Despite the heat, the Vandoeuvre tearoom terrace is a bit cooler under the umbrella for our Tuesday free write. Sherlock settled under the table. The four other patrons are all talking in English. We select the man and the woman at the nest tableand begin writing for ten minutes.
THE COUPLE
My free write
Will he ever shut up, Mathilde wonders. All I want to do is to rent him office space not learn about his software and apps.
He wasn’t bad looking, maybe a few years older than she was. He certainly wasn’t dressed for a business meeting in his wash-faded Tshirt and shorts. The T-shirt read “10 Reasons for Procrastination” with the number 1-10 below. All were empty.
It’s not my choice to procrastinate. I can’t get a word in.
He sipped his coffee.
“How many people will be in this office?” she says fast.
“Ten.” He then begins to describe each one.
Despite the umbrella-shade, she is hot in her summer suit.
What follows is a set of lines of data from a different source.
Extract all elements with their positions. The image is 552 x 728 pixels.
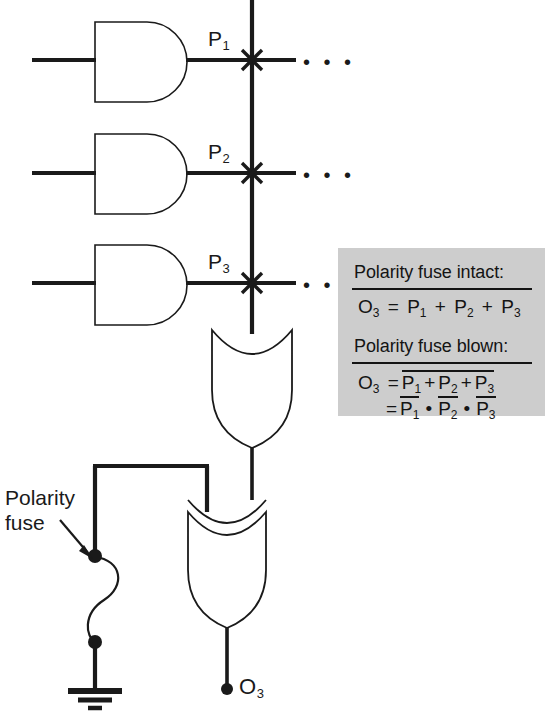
polarity-fuse-label: Polarity fuse <box>5 486 75 536</box>
product-term-label-p1: P1 <box>208 28 230 52</box>
or-gate <box>212 330 292 448</box>
and-gate-3 <box>95 245 187 325</box>
continuation-dots-row-2: • • • <box>303 165 355 185</box>
formula-heading-blown: Polarity fuse blown: <box>354 336 508 357</box>
formula-equation-blown-line1: O3 =P1+P2+P3 <box>358 370 494 396</box>
ground-symbol <box>68 691 122 708</box>
product-term-label-p2: P2 <box>208 141 230 165</box>
and-gate-1 <box>95 22 187 102</box>
logic-diagram: P1 P2 P3 • • • • • • • • • Polarity fuse… <box>0 0 552 728</box>
formula-divider-blown <box>352 362 532 364</box>
formula-panel: Polarity fuse intact: O3 = P1 + P2 + P3 … <box>338 248 545 416</box>
product-term-label-p3: P3 <box>208 251 230 275</box>
and-gate-2 <box>95 134 187 214</box>
xor-gate <box>188 512 266 628</box>
term-overline-p2: P2 <box>438 396 457 422</box>
formula-divider-intact <box>352 288 532 290</box>
term-overline-p1: P1 <box>400 396 419 422</box>
group-overline: P1+P2+P3 <box>402 370 494 396</box>
xor-gate-extra-arc <box>188 500 266 523</box>
continuation-dots-row-1: • • • <box>303 52 355 72</box>
polarity-fuse-squiggle <box>88 557 118 641</box>
term-overline-p3: P3 <box>476 396 495 422</box>
formula-heading-intact: Polarity fuse intact: <box>354 262 504 283</box>
output-label-o3: O3 <box>239 676 264 700</box>
formula-equation-blown-line2: =P1•P2•P3 <box>386 396 496 422</box>
polarity-fuse-label-line2: fuse <box>5 511 75 536</box>
output-terminal-dot <box>221 683 233 695</box>
formula-equation-intact: O3 = P1 + P2 + P3 <box>358 296 521 320</box>
polarity-fuse-label-line1: Polarity <box>5 486 75 511</box>
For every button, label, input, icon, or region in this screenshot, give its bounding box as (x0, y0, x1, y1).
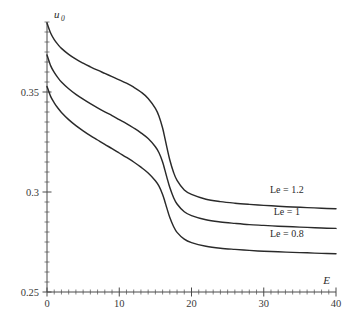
y-axis-label-subscript: 0 (61, 14, 65, 23)
series-label: Le = 1 (274, 206, 300, 217)
x-axis-label: E (322, 274, 330, 286)
x-axis-tick-labels: 010203040 (44, 298, 341, 309)
y-axis-label: u (54, 8, 60, 20)
curve-le-1 (47, 55, 336, 228)
x-tick-label: 40 (331, 298, 342, 309)
series-label: Le = 0.8 (270, 228, 304, 239)
data-curves (47, 23, 336, 254)
plot-area: 0.250.30.35 010203040 Le = 1.2Le = 1Le =… (0, 0, 346, 330)
series-label: Le = 1.2 (270, 184, 304, 195)
x-tick-label: 0 (44, 298, 49, 309)
y-axis-tick-labels: 0.250.30.35 (21, 87, 39, 298)
x-tick-label: 20 (186, 298, 197, 309)
x-tick-label: 30 (259, 298, 270, 309)
series-labels: Le = 1.2Le = 1Le = 0.8 (270, 184, 304, 239)
chart-figure: 0.250.30.35 010203040 Le = 1.2Le = 1Le =… (0, 0, 346, 330)
x-tick-label: 10 (114, 298, 125, 309)
y-tick-label: 0.25 (21, 287, 39, 298)
y-tick-label: 0.35 (21, 87, 39, 98)
curve-le-1.2 (47, 23, 336, 209)
y-tick-label: 0.3 (26, 187, 39, 198)
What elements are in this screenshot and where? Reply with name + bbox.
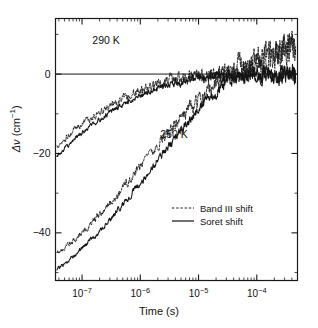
data-series-3 <box>57 66 296 270</box>
y-axis-label-nu: ν <box>10 139 22 145</box>
x-tick-label-2: 10−5 <box>189 286 209 299</box>
legend-label-1: Soret shift <box>200 216 243 227</box>
y-axis-label-exponent: −1 <box>8 109 17 118</box>
y-tick-label-0: 0 <box>45 68 51 80</box>
y-axis-label: Δν (cm−1) <box>8 86 22 172</box>
y-tick-label-2: −40 <box>33 226 51 238</box>
y-tick-label-1: −20 <box>33 147 51 159</box>
x-tick-label-0: 10−7 <box>72 286 92 299</box>
plot-canvas: 10−710−610−510−40−20−40290 K250 KBand II… <box>0 0 318 328</box>
x-axis-label: Time (s) <box>0 305 318 317</box>
y-axis-label-unit-close: ) <box>10 105 22 109</box>
annotation-290-k: 290 K <box>92 34 119 46</box>
annotation-250-k: 250 K <box>160 128 187 140</box>
y-axis-label-unit: (cm <box>10 118 22 136</box>
data-series-2 <box>57 34 296 253</box>
legend-label-0: Band III shift <box>200 203 253 214</box>
figure-panel: 10−710−610−510−40−20−40290 K250 KBand II… <box>0 0 318 328</box>
x-tick-label-3: 10−4 <box>247 286 267 299</box>
x-tick-label-1: 10−6 <box>131 286 151 299</box>
y-axis-label-delta: Δ <box>10 145 22 152</box>
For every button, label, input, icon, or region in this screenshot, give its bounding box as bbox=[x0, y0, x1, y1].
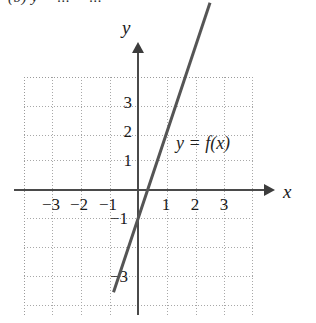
function-label-text: y = f(x) bbox=[176, 133, 230, 153]
coordinate-plane: x y −3 −2 −1 1 2 3 3 2 1 −1 −3 y = f(x) bbox=[0, 0, 316, 323]
math-figure: (b) y = ... = ... x y −3 bbox=[0, 0, 316, 323]
function-label: y = f(x) bbox=[176, 133, 230, 154]
function-line bbox=[0, 0, 316, 323]
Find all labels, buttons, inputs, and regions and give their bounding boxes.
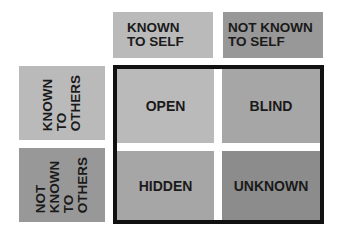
column-header-not-known-to-self: NOT KNOWN TO SELF: [223, 12, 323, 58]
row-header-known-to-others: KNOWN TO OTHERS: [19, 66, 105, 140]
row-header-not-known-to-others: NOT KNOWN TO OTHERS: [19, 148, 105, 222]
johari-window-frame: OPEN BLIND HIDDEN UNKNOWN: [113, 65, 324, 224]
row-header-not-known-to-others-text: NOT KNOWN TO OTHERS: [34, 157, 90, 213]
quadrant-blind: BLIND: [222, 69, 320, 143]
row-header-known-to-others-text: KNOWN TO OTHERS: [41, 75, 83, 131]
quadrant-hidden: HIDDEN: [117, 151, 214, 220]
quadrant-unknown: UNKNOWN: [222, 151, 320, 220]
column-header-known-to-self: KNOWN TO SELF: [113, 12, 213, 58]
quadrant-open: OPEN: [117, 69, 214, 143]
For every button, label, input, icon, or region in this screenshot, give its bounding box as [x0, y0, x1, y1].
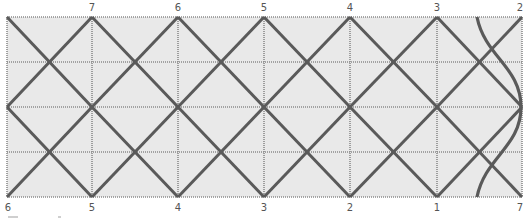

She wore it out of her Swissness wanting proper business attire.
She glanced at her watch under the table then reached for the floor plan in her notebook. Maybe, just maybe, they can get to the reason for the meeting. As he launches into employee number six, his strengths and weaknesses, she thinks, maybe not.
Rick’s free writer
He never had any intention of buying or as in this case, investing, but what a pleasant way to spend an hour or so on a reasonably cool morning in the shade of the café’s umbrella on what promised to be an oppressively hot and humid day. Unusual for this part of the world suffering the creeping effects of climate change.
He was dressed casually, comme d’habitude: an old T-shirt, shorts and sandals. His favorite sunglasses perched on his head, somewhat masking his male baldness.
She was dressed for success: beige power summer blazer, black skirt tight, but not too suggestive, platform shoes from one of trendy shops in Confederate Center.
As she displayed her proposal on her iPad, teasing the financial gains he might enjoy, he listened politely, but absorbed only enough to ask the occasional question and long enough to prolong the conversation. He supped his tea slowly, took a bite of his croissant every few minutes, never enough to suggest he might be close to finishing.
Sometimes he changed the subject, commenting on how his kids had moved to the UK, but rarely came to visit.
It had been two years since his wife had died after falling off her bike and hitting her head on a trail boulder.
In that time this was his 45th meeting with different sales women.
Comparison
When we do these
free writes sometimes, we stress the same things. Other times, one of us might
go off on a tangent still triggered by the same prompt. This time we both
picked up on certain things we saw and wove them into the piece.